Place-based Learning
WriteOut 2019-09-19
Place-based learning grounds learning in the places around us, both natural and built by humans.
We gathered a few resources that might support you and colleagues in thinking about place-based writing and learning in the context of Write Out and beyond. We also know you might have your own resources to recommend; please add suggestions and comments below.
Start by being inspired by Words on Fire: Fire Island Wilderness Poetry Slam.
Place-Based Learning: Using Your Location as a Classroom via Edutopia, 2015 By taking down the walls of their school and bringing learning into the community around them, Crellin makes education meaningful and magical for their students.
Trailer: Place-based Learning Inspiration – Classrooms to Communities from Kootenay-Boundary Environmental Education, 2017 The Place-Based Education Exemplars Video Series highlights innovative practices from across the region in order to inspire more teachers to incorporate environmental education into their own work. The video series explores the teaching practice and pedagogy of teachers who support
Place-Based Art Education by EART, 2018
The Best of Both Worlds: A Critical Pedagogy of Place by David Gruenewald (2003). This article talks about the importance of taking a critical stance in relationship to place-based learning.
Place Based Education Excerpt by David Sobel (2004). “Place-based education is taking root in urban and rural, northern and southern, well-to-do and rough-around-the-edges schools and communities across the country.”
What is Place-based Education: Promise of Place Website A website of the Center for Place-based Learning and Community Engagement in New Hampshire, this resource has definitions and resources.
The Benefits of Place-Based Education: A Report from the Place-Based Education Evaluation Collaborative. This report, written by the Place-Based Education Evaluation Collaborative (PEEC) synthesizes research on the benefits of Place-Based Education.
Nebraska Writing Project Position Statement on Place-Based Education (2012). This position statement on place-based education provides a helpful overview of Place-Based Education.
Place-Based Poetry, Modeling One Revision at a Time (2005). With the goal of helping her students create free-form poetry that engages “the part of their brains that allows them to crawl into deep recesses of memory, shake hidden treasures awake, and write from their souls,” Ann Gardner illustrates each step of the writing process she introduces to her students. Sharing a close look at student writing, she juxtaposes specific revisions made by one student from the Navajo reservation with those created through her modeling with the class.
Learning to Make Choices for the Future: Connecting Public Lands, Schools, and Communities through Place-based Learning and Civic Engagement (2008). This manual from PEEC merges concepts of Place-based Learning and education for civic engagement. It provides both definitions of the terms and resources for enacting these types of learning both in and out of the classroom.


● **The problem**: I'd like every entry returned exactly as it is, with the images left out.
::: Input data
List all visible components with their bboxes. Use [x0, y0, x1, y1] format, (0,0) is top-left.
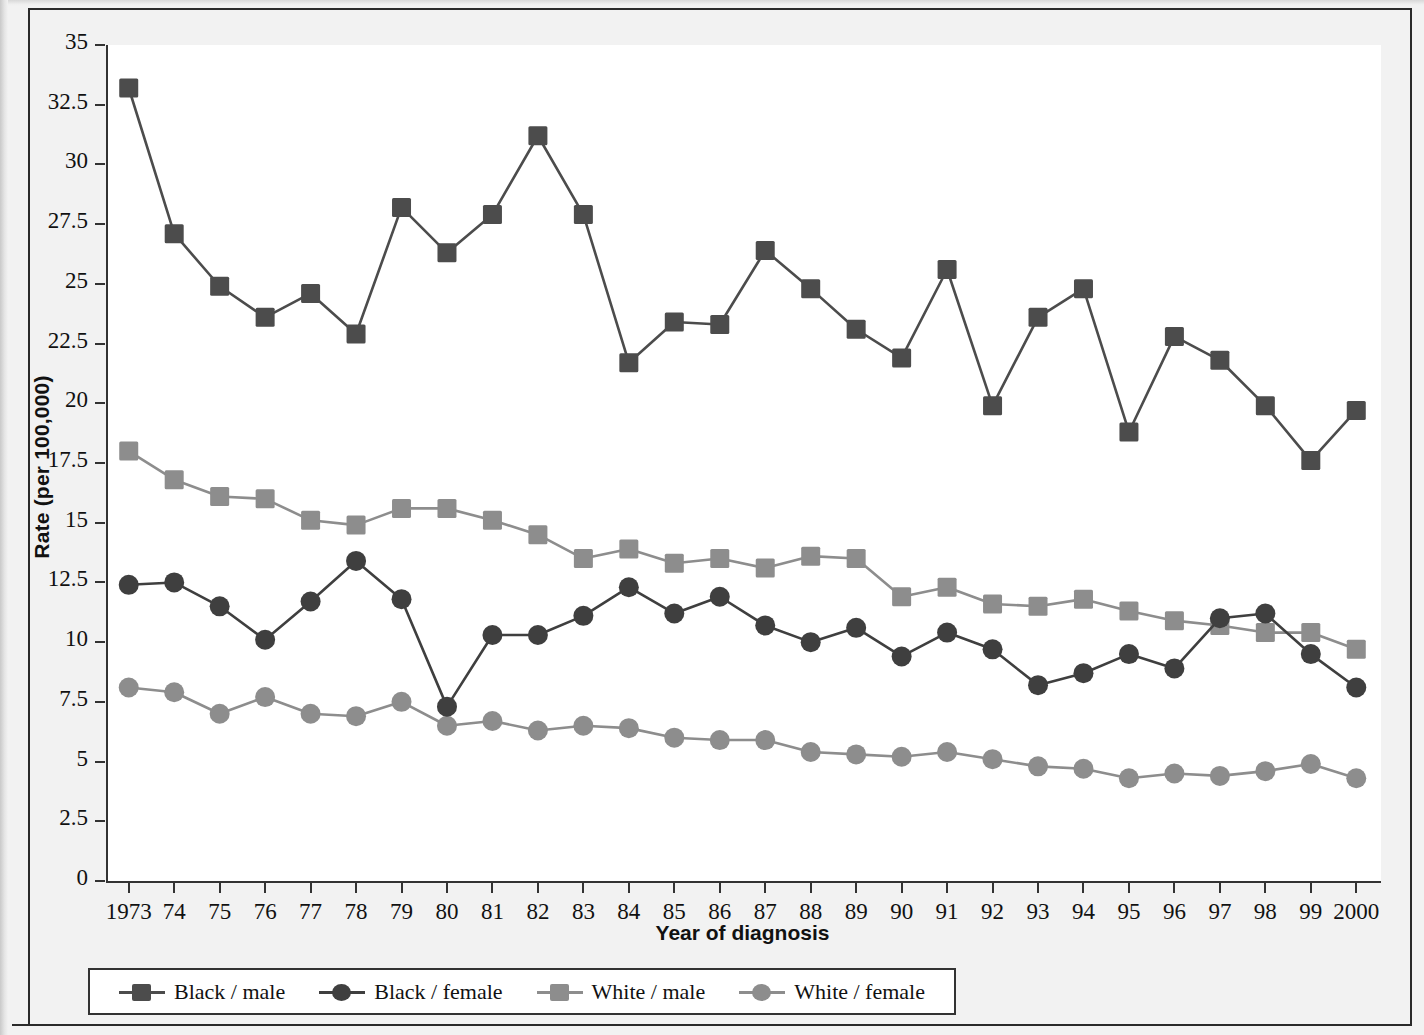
data-point [392, 499, 411, 518]
data-point [1347, 640, 1366, 659]
data-point [756, 559, 775, 578]
data-point [528, 625, 548, 645]
legend-swatch [537, 982, 583, 1002]
x-axis-tick-mark [673, 883, 675, 893]
data-point [574, 205, 593, 224]
data-point [256, 489, 275, 508]
data-point [1119, 768, 1139, 788]
y-axis-tick-label: 20 [18, 387, 88, 413]
y-axis-tick-label: 5 [18, 746, 88, 772]
x-axis-tick-mark [628, 883, 630, 893]
data-point [801, 742, 821, 762]
data-point [119, 575, 139, 595]
legend-label: White / female [794, 979, 925, 1005]
x-axis-tick-mark [901, 883, 903, 893]
data-point [210, 487, 229, 506]
data-point [528, 126, 547, 145]
data-point [1028, 756, 1048, 776]
series-black-male [119, 78, 1366, 470]
data-point [482, 711, 502, 731]
x-axis-tick-mark [992, 883, 994, 893]
data-point [1119, 602, 1138, 621]
data-point [164, 572, 184, 592]
data-point [346, 551, 366, 571]
x-axis-tick-mark [946, 883, 948, 893]
y-axis-tick-label: 25 [18, 268, 88, 294]
data-point [1119, 422, 1138, 441]
data-point [755, 730, 775, 750]
legend-item[interactable]: White / male [537, 979, 706, 1005]
x-axis-tick-mark [1173, 883, 1175, 893]
data-point [528, 525, 547, 544]
data-point [1073, 759, 1093, 779]
x-axis-tick-mark [1082, 883, 1084, 893]
data-point [255, 630, 275, 650]
data-point [119, 678, 139, 698]
series-white-female [119, 678, 1367, 789]
data-point [1165, 327, 1184, 346]
data-point [892, 747, 912, 767]
data-point [1301, 754, 1321, 774]
legend-circle-marker-icon [752, 984, 771, 1001]
legend-swatch [119, 982, 165, 1002]
y-axis-tick-label: 22.5 [18, 328, 88, 354]
data-point [664, 728, 684, 748]
chart: Rate (per 100,000) 3532.53027.52522.5201… [0, 0, 1424, 1035]
figure-page: Rate (per 100,000) 3532.53027.52522.5201… [0, 0, 1424, 1035]
data-point [1346, 768, 1366, 788]
x-axis-tick-mark [1264, 883, 1266, 893]
legend-item[interactable]: Black / female [319, 979, 502, 1005]
data-point [1073, 663, 1093, 683]
data-point [301, 511, 320, 530]
data-point [892, 348, 911, 367]
x-axis-tick-mark [537, 883, 539, 893]
x-axis-title: Year of diagnosis [106, 921, 1379, 945]
x-axis-tick-mark [355, 883, 357, 893]
y-axis-tick-mark [95, 402, 105, 404]
data-point [892, 587, 911, 606]
data-point [938, 578, 957, 597]
x-axis-tick-mark [719, 883, 721, 893]
data-point [937, 623, 957, 643]
y-axis-tick-label: 0 [18, 865, 88, 891]
x-axis-tick-mark [310, 883, 312, 893]
data-point [301, 704, 321, 724]
data-point [847, 549, 866, 568]
y-axis-tick-mark [95, 104, 105, 106]
x-axis-tick-mark [1219, 883, 1221, 893]
y-axis-tick-mark [95, 462, 105, 464]
y-axis-tick-label: 32.5 [18, 89, 88, 115]
data-point [1346, 678, 1366, 698]
legend-square-marker-icon [550, 984, 569, 1001]
data-point [301, 592, 321, 612]
data-point [573, 716, 593, 736]
y-axis-tick-mark [95, 163, 105, 165]
legend-label: Black / male [174, 979, 285, 1005]
data-point [801, 279, 820, 298]
data-point [437, 499, 456, 518]
data-point [801, 547, 820, 566]
legend-item[interactable]: Black / male [119, 979, 285, 1005]
data-point [437, 697, 457, 717]
y-axis-tick-label: 17.5 [18, 447, 88, 473]
data-point [1301, 623, 1320, 642]
data-point [755, 615, 775, 635]
x-axis-tick-mark [1355, 883, 1357, 893]
data-point [1029, 597, 1048, 616]
data-point [756, 241, 775, 260]
series-layer [106, 45, 1379, 881]
y-axis-tick-mark [95, 283, 105, 285]
x-axis-tick-mark [1310, 883, 1312, 893]
data-point [1028, 675, 1048, 695]
legend-swatch [319, 982, 365, 1002]
legend-square-marker-icon [132, 984, 151, 1001]
data-point [119, 442, 138, 461]
data-point [483, 511, 502, 530]
data-point [1210, 351, 1229, 370]
x-axis-tick-mark [764, 883, 766, 893]
data-point [301, 284, 320, 303]
data-point [119, 78, 138, 97]
legend-item[interactable]: White / female [739, 979, 925, 1005]
data-point [573, 606, 593, 626]
data-point [1074, 590, 1093, 609]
::::::
● **Exercise response**:
List all visible components with their bboxes. Use [x0, y0, x1, y1] format, (0,0) is top-left.
data-point [392, 499, 411, 518]
data-point [1347, 640, 1366, 659]
data-point [756, 559, 775, 578]
data-point [528, 625, 548, 645]
legend-swatch [537, 982, 583, 1002]
x-axis-tick-mark [673, 883, 675, 893]
data-point [574, 205, 593, 224]
data-point [256, 489, 275, 508]
data-point [1119, 768, 1139, 788]
y-axis-tick-label: 20 [18, 387, 88, 413]
y-axis-tick-label: 5 [18, 746, 88, 772]
x-axis-tick-mark [628, 883, 630, 893]
data-point [801, 742, 821, 762]
data-point [119, 575, 139, 595]
legend-label: White / female [794, 979, 925, 1005]
x-axis-tick-mark [901, 883, 903, 893]
data-point [210, 487, 229, 506]
data-point [528, 126, 547, 145]
data-point [1028, 756, 1048, 776]
series-black-male [119, 78, 1366, 470]
data-point [482, 711, 502, 731]
x-axis-tick-mark [992, 883, 994, 893]
data-point [1119, 602, 1138, 621]
data-point [164, 572, 184, 592]
data-point [346, 551, 366, 571]
x-axis-tick-mark [946, 883, 948, 893]
y-axis-tick-label: 25 [18, 268, 88, 294]
data-point [1119, 422, 1138, 441]
data-point [755, 730, 775, 750]
legend-item[interactable]: White / male [537, 979, 706, 1005]
x-axis-tick-mark [1173, 883, 1175, 893]
data-point [528, 525, 547, 544]
data-point [1073, 759, 1093, 779]
x-axis-tick-mark [1082, 883, 1084, 893]
data-point [255, 630, 275, 650]
data-point [119, 678, 139, 698]
series-white-female [119, 678, 1367, 789]
data-point [1165, 327, 1184, 346]
data-point [892, 747, 912, 767]
data-point [1301, 754, 1321, 774]
legend-circle-marker-icon [752, 984, 771, 1001]
legend-swatch [119, 982, 165, 1002]
y-axis-tick-label: 22.5 [18, 328, 88, 354]
data-point [664, 728, 684, 748]
chart: Rate (per 100,000) 3532.53027.52522.5201… [0, 0, 1424, 1035]
figure-page: Rate (per 100,000) 3532.53027.52522.5201… [0, 0, 1424, 1035]
data-point [1346, 768, 1366, 788]
x-axis-tick-mark [1264, 883, 1266, 893]
legend-item[interactable]: Black / female [319, 979, 502, 1005]
data-point [1073, 663, 1093, 683]
data-point [301, 511, 320, 530]
data-point [892, 348, 911, 367]
x-axis-tick-mark [537, 883, 539, 893]
x-axis-title: Year of diagnosis [106, 921, 1379, 945]
x-axis-tick-mark [355, 883, 357, 893]
y-axis-tick-mark [95, 402, 105, 404]
data-point [892, 587, 911, 606]
data-point [938, 578, 957, 597]
x-axis-tick-mark [719, 883, 721, 893]
data-point [937, 623, 957, 643]
y-axis-tick-label: 0 [18, 865, 88, 891]
x-axis-tick-mark [310, 883, 312, 893]
data-point [301, 704, 321, 724]
data-point [847, 549, 866, 568]
y-axis-tick-mark [95, 104, 105, 106]
x-axis-tick-mark [1219, 883, 1221, 893]
y-axis-tick-mark [95, 462, 105, 464]
y-axis-tick-label: 32.5 [18, 89, 88, 115]
data-point [1346, 678, 1366, 698]
legend-square-marker-icon [550, 984, 569, 1001]
data-point [301, 592, 321, 612]
data-point [573, 716, 593, 736]
y-axis-tick-mark [95, 163, 105, 165]
legend-label: Black / male [174, 979, 285, 1005]
data-point [801, 279, 820, 298]
data-point [437, 499, 456, 518]
data-point [801, 547, 820, 566]
legend-item[interactable]: Black / male [119, 979, 285, 1005]
data-point [437, 697, 457, 717]
y-axis-tick-label: 17.5 [18, 447, 88, 473]
data-point [1301, 623, 1320, 642]
data-point [755, 615, 775, 635]
x-axis-tick-mark [1355, 883, 1357, 893]
data-point [1029, 597, 1048, 616]
data-point [756, 241, 775, 260]
series-layer [106, 45, 1379, 881]
y-axis-tick-mark [95, 283, 105, 285]
x-axis-tick-mark [1310, 883, 1312, 893]
data-point [1028, 675, 1048, 695]
legend-swatch [319, 982, 365, 1002]
legend-square-marker-icon [132, 984, 151, 1001]
data-point [119, 442, 138, 461]
data-point [483, 511, 502, 530]
data-point [1210, 351, 1229, 370]
x-axis-tick-mark [764, 883, 766, 893]
data-point [301, 284, 320, 303]
data-point [119, 78, 138, 97]
legend-item[interactable]: White / female [739, 979, 925, 1005]
data-point [573, 606, 593, 626]
data-point [1074, 590, 1093, 609]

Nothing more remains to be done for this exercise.